Posting a comment online this morning made me suddenly hyperaware of the publicness of published writing. Publishing actually does mean, as I tell my students, making something public.
“Everything you write for a class, even if it’s disseminated no further than the classroom, even if I’m the only one reading it, is public writing,” I tell them. “Don’t tell me you just wrote it for yourself or attach a sticky note saying it’s just for me. Assume that whatever you hand in may be made public. That it’s already public. It was public the moment you printed it up and put it in my hand or clicked ‘attach’ and then ‘send.’”
It’s easy to forget that writing is public, though. Consider Facebook, where people often post sentiments best kept to themselves. However tempting it might be to rail or even to agree—by liking it—with someone else’s railing, I generally restrict myself to happy birthdays, comments about good-looking photos, and commiserations with others’ suffering.
Today I was doing just that: commiserating with a friend whose autistic child had just “had a huge meltdown . . . complete with yelling, food throwing, and tears running down his face” in front of, as she wrote, “almost everyone I know.”
It was a wonderful post, as those who’d already commented said, because it was so frank. So, as my students say, “relatable.”
“Most of the time I suck it up,” my friend wrote, the “meltdowns, 10+ accidents a day, the stares, rude questions, the incomprehension on the faces of people around me, but today it was all too much, so I walked to the car sobbing my heart out.” She confessed, “it felt, somehow, like it was my fault,” and I sobbed too. For her. For her son. For sufferers of autism and their parents. For parents in general.

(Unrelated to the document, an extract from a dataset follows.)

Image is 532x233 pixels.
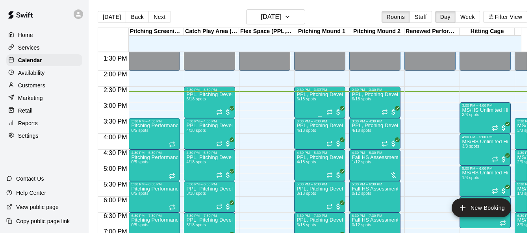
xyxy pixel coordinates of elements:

Is there a more agonizing feeling than the unavoidable conviction that it’s somehow our fault whenever anything goes wrong—even something we didn’t cause and couldn’t have stopped—with a daughter or son?
It’s hard to respond to someone else’s pain in a way that doesn’t compound it, though. I learned that when, in the aftermath of a sexual assault at gunpoint, friends commented, among other intended condolences, that I was “lucky not to be dead.” I didn’t feel lucky and wished I was dead. Being told the contrary merely intensified those feelings.
I was thinking about that as I commented and (hopefully) didn’t make that error. Not this time, anyway—thanks to my best editor, the Holy Spirit, who, I’m convinced, translates our groans not only to God but to everyone else and (with some effort, in my case) bleeps our stupidest words. After telling her I’d cried, I advised her not to blame herself: she was doing the best and only right thing to do—loving her son—and doing it perfectly. So far so good, I thought—or anyway, I didn’t feel that tug in the direction of the delete key at that point.
I did feel it moments later, though, when I helpfully passed on a reassuring comment from a pastor’s wife eons ago when I was in the throes of parental shame about a problem with one of my toddling daughters: “God chose you, precisely you, for your girls,” she said, “because he knew you’d be the best possible mom for them.”
Sounds safe enough, I thought. And I was mightily comforted by that woman’s words at the time. God chose me to parent my girls. I was the best possible mother they could have. Everything was going to be fine.
But, as I say, the Holy Spirit apparently didn’t think so. In the fraction of a moment before I pressed enter, stories of parental abuse and neglect poured into my brain. A friend whose mom once told her children she hated them. Did God choose those children’s parents, too? What child, grown now but surely still suffering that meanness, might be reading my post?
The public is a tricky sea to navigate alone. Our kindest intentions, our most heartfelt theologies, have as much potential to mislead and hurt as to inform and uplift. Thank God for editors.